🤖 AI Summary
This work addresses the critical need for query-level, label-free evaluation of ranking quality, as retrieval effectiveness varies significantly across queries. It presents the first systematic investigation into the self-evaluation capabilities of large language model (LLM) rerankers, introducing two training-free approaches—self-consistency and verbalized confidence—that achieve high-quality, well-calibrated performance prediction using only a few output tokens. To mitigate the overconfidence often exhibited by verbalized confidence estimates, the study further proposes lightweight supervised fine-tuning strategies, Verb-Num and Verb-List. Experimental results on the TREC Deep Learning 2019–2022 benchmarks demonstrate that the self-consistency method attains state-of-the-art prediction performance with superior calibration, while the proposed fine-tuning strategies substantially enhance the reliability of confidence estimates.
📝 Abstract
Retrieval effectiveness varies substantially across queries, making it important to estimate ranking quality before relevance judgments are available. Query performance prediction (QPP) addresses this need, but most existing methods rely on external predictors after retrieval or reranking. In this paper, we study \textit{reranker-internal QPP}: can an LLM reranker estimate the quality of the ranking it has just produced? We investigate both training-free and training-based approaches. For training-free estimation, we examine metric-specific self-consistency across sampled rankings and verbalized confidence produced directly by the reranker.

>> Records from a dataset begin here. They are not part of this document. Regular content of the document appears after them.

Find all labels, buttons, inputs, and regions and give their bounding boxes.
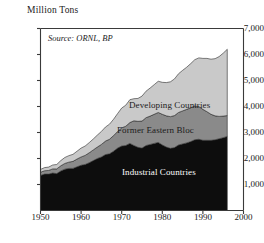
y-tick-label: 7,000 bbox=[230, 24, 264, 33]
series-label-industrial: Industrial Countries bbox=[122, 167, 196, 177]
y-tick-label: 6,000 bbox=[230, 50, 264, 59]
chart-container: Million Tons Source: ORNL, BP Developing… bbox=[0, 0, 264, 243]
y-tick-label: 1,000 bbox=[230, 180, 264, 189]
x-tick-label: 1950 bbox=[24, 213, 58, 222]
y-tick-label: 5,000 bbox=[230, 76, 264, 85]
x-tick-label: 1970 bbox=[105, 213, 139, 222]
x-tick-label: 1990 bbox=[186, 213, 220, 222]
y-tick-label: 3,000 bbox=[230, 128, 264, 137]
x-tick-label: 1980 bbox=[145, 213, 179, 222]
series-label-developing: Developing Countries bbox=[129, 100, 210, 110]
x-tick-label: 2000 bbox=[227, 213, 261, 222]
y-tick-label: 2,000 bbox=[230, 154, 264, 163]
series-label-former-eastern-bloc: Former Eastern Bloc bbox=[117, 125, 194, 135]
stacked-area-plot bbox=[0, 0, 264, 243]
y-tick-label: 4,000 bbox=[230, 102, 264, 111]
x-tick-label: 1960 bbox=[64, 213, 98, 222]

Experiments on TREC Deep Learning 2019--2022 with four LLMs show that self-consistency is competitive with the state-of-the-art (SOTA) approach and better calibrated in almost all settings, while direct verbalized confidence is severely overconfident. To improve verbalized confidence, we propose two supervised methods, Verb-Num and Verb-List, which enable LLM rerankers to produce calibrated ranking-quality estimates with only a few additional output tokens.